Hughes, T. L., Wilsnack, S. C., & Kantor, L. W. (2016). The influence of gender and sexual orientation on alcohol use and alcohol-related problems: Toward a global perspective. Alcohol Research: Current Reviews, 38(1), 121.

Kim, M. J., Han, J. Y., Shin, J. Y., Kim, S. I., Lee, J. M., Hong, S.,… & Kim, Y. S. (2015). Metformin-associated lactic acidosis: Predisposing factors and outcome. Endocrinology and Metabolism, 30(1), 78-83.

Knychala, M. A., Jorge, M. L. M. P., Muniz, C. K., Faria, P. N., & Jorge, P. T. (2015). High-risk alcohol use and anxiety and depression symptoms in adolescents and adults with type 1 diabetes mellitus: A cross-sectional study. Diabetology & Metabolic Syndrome, 7(1), 24.

Lee, C. T., Hsiao, C. Y., Chen, Y. C., Nfor, O. N., Huang, J. Y., Wang, L., & Liaw, Y. P. (2017). Incidence and risk of alcohol use disorders by age, gender and poverty status: A population-based-10 year follow-up study. Neuropsychiatry, 7(6), 892-896.

Lee, J. O., Hill, K. G., Hartigan, L. A., Boden, J. M., Guttmannova, K., Kosterman, R.,… Catalano, R. F. (2015). Unemployment and substance use problems among young adults: Does childhood low socioeconomic status exacerbate the effect? Social Science & Medicine, 143, 36-44.

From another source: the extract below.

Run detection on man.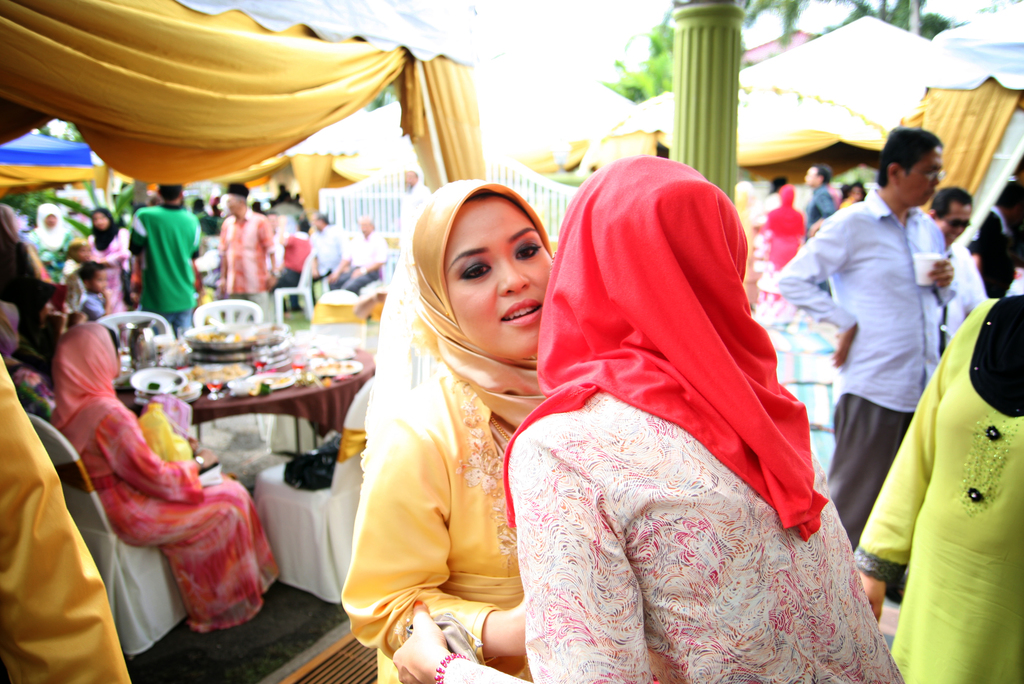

Mata, D. A., Ramos, M. A., Bansal, N., Khan, R., Guille, C., Di Angelantonio, E., & Sen, S. (2015). Prevalence of depression and depressive symptoms among resident physicians: A systematic review and meta-analysis. JAMA, 314(22), 2373-2383.

Mishra, B. R., Praharaj, S. K., Katshu, M. Z. U. H., Sarkar, S., & Nizamie, S. H. (2015). Comparison of anticraving efficacy of right and left repetitive transcranial magnetic stimulation in alcohol dependence: A randomized double-blind study. The Journal of Neuropsychiatry and Clinical Neurosciences, 27(1), e54-e59.

Rieckmann, T., Muench, J., McBurnie, M. A., Leo, M. C., Crawford, P., Ford, D.,… Wright, N. (2016). Medication-assisted treatment for substance use disorders within a national community health center research network. Substance Abuse, 37(4), 625-634.

Sadock, B. J., Sadock, V. A., Ruiz, P. (2014). Kaplan & Sadock’s synopsis of psychiatry: Behavioral sciences/clinical psychiatry (11th ed). Philadelphia, PA: Lippincott Williams & Wilkins.

Tabakoff, B., & Hoffman, P. L. (2013). The neurobiology of alcohol consumption and alcoholism: An integrative history. Pharmacology Biochemistry and Behavior, 113, 20-37.

Verhulst, B., Neale, M. C., & Kendler, K. S. (2015). The heritability of alcohol use disorders: A meta-analysis of twin and adoption studies. Psychological Medicine, 45(5), 1061-1072.